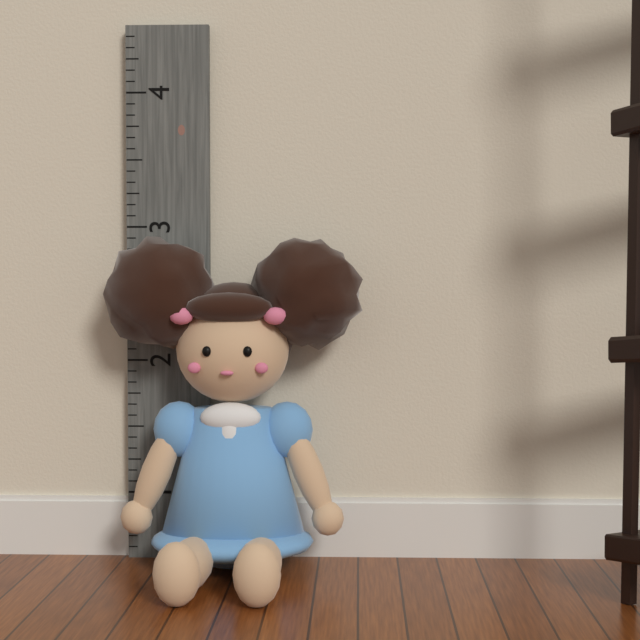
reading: 2.916667 (no unit)
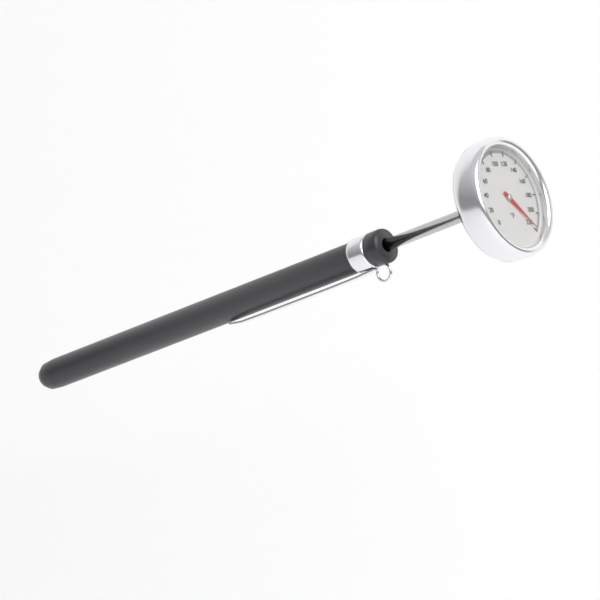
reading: 218 °F
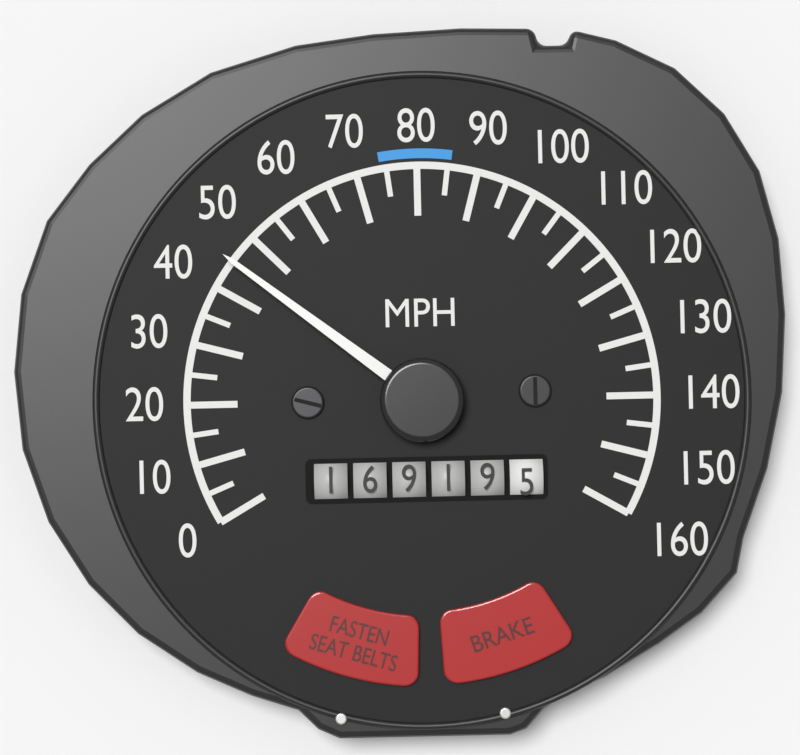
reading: 45 MPH
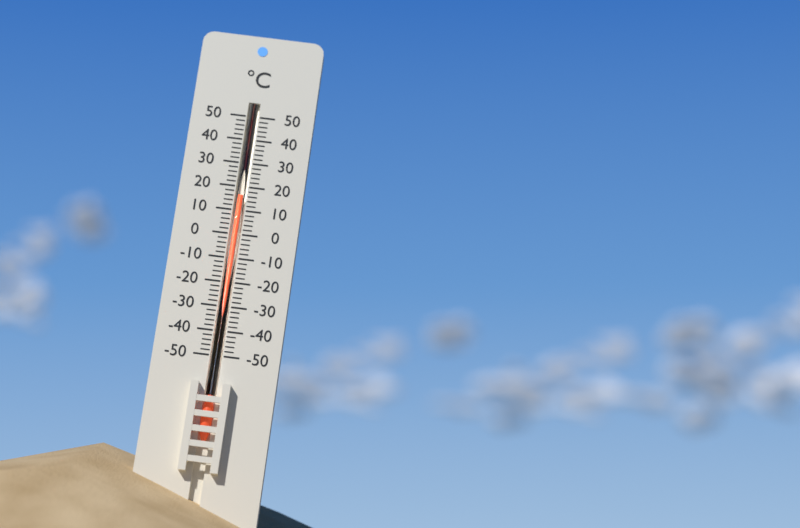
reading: 16 °C
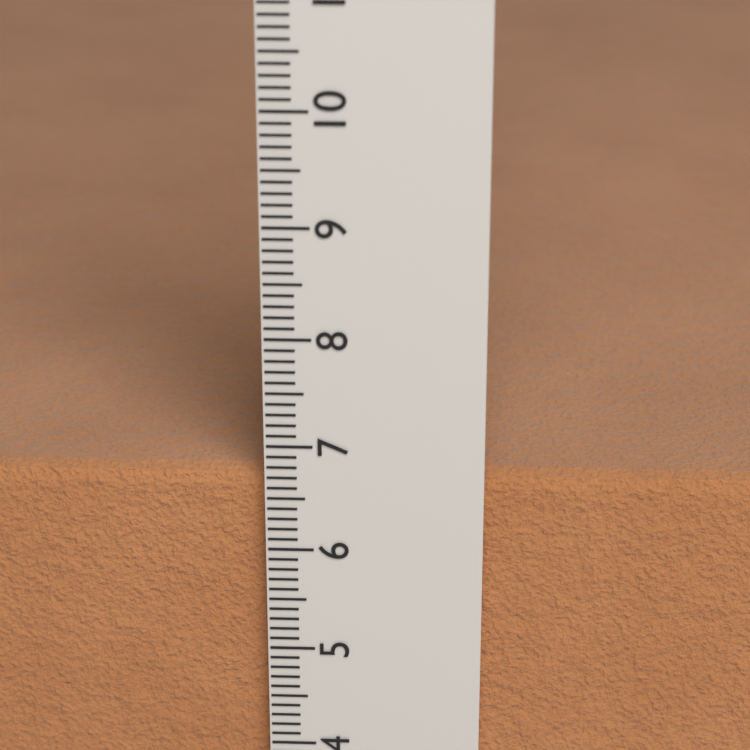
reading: 6.7 cm
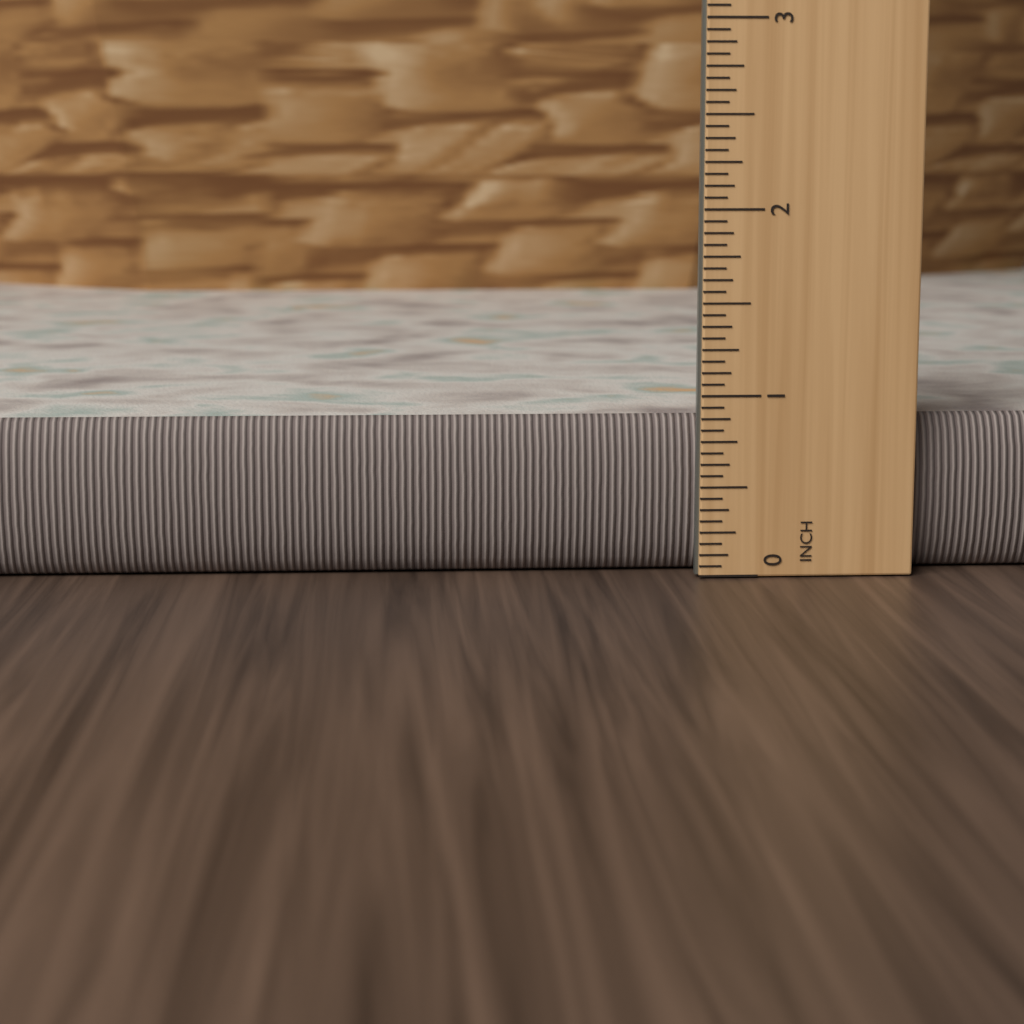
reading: 0.9375 inch
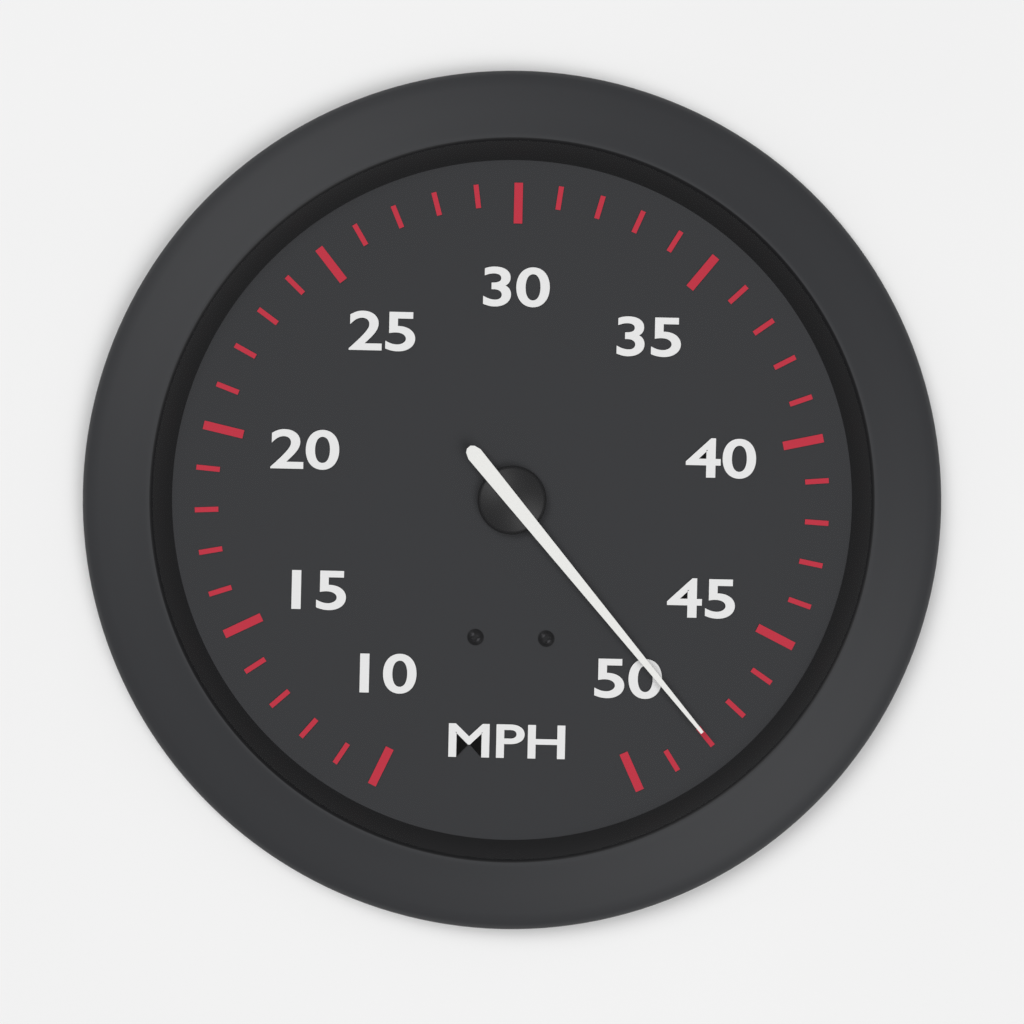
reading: 48 MPH
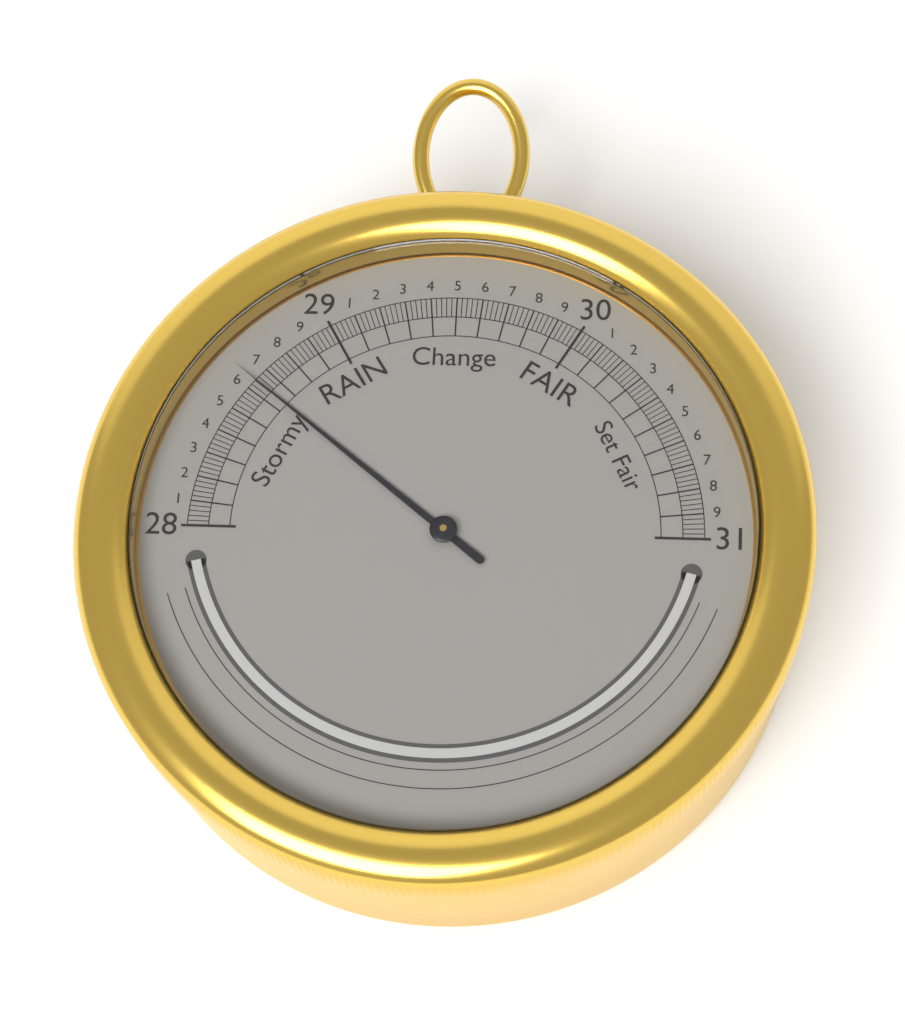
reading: 28.64 inHg
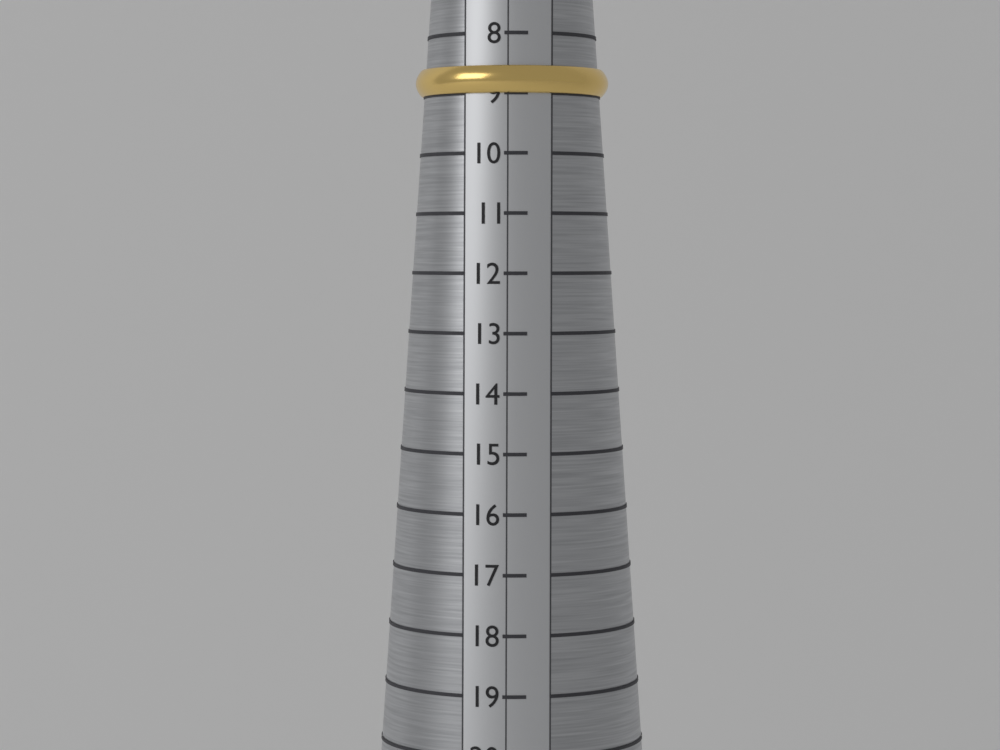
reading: 9 (no unit)
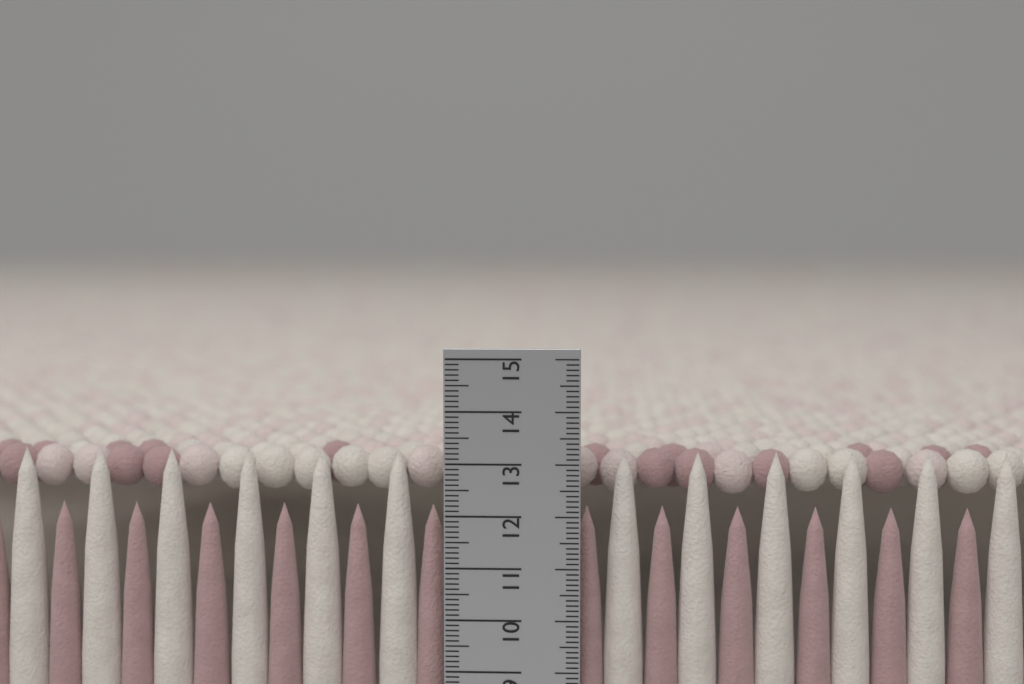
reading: 13.2 cm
+---+
**Brief**
Retype the listing exactly. Pictures do not belong in the copy.

**Answer below**
reading: 2.916667 (no unit)
reading: 218 °F
reading: 45 MPH
reading: 16 °C
reading: 6.7 cm
reading: 0.9375 inch
reading: 48 MPH
reading: 28.64 inHg
reading: 9 (no unit)
reading: 13.2 cm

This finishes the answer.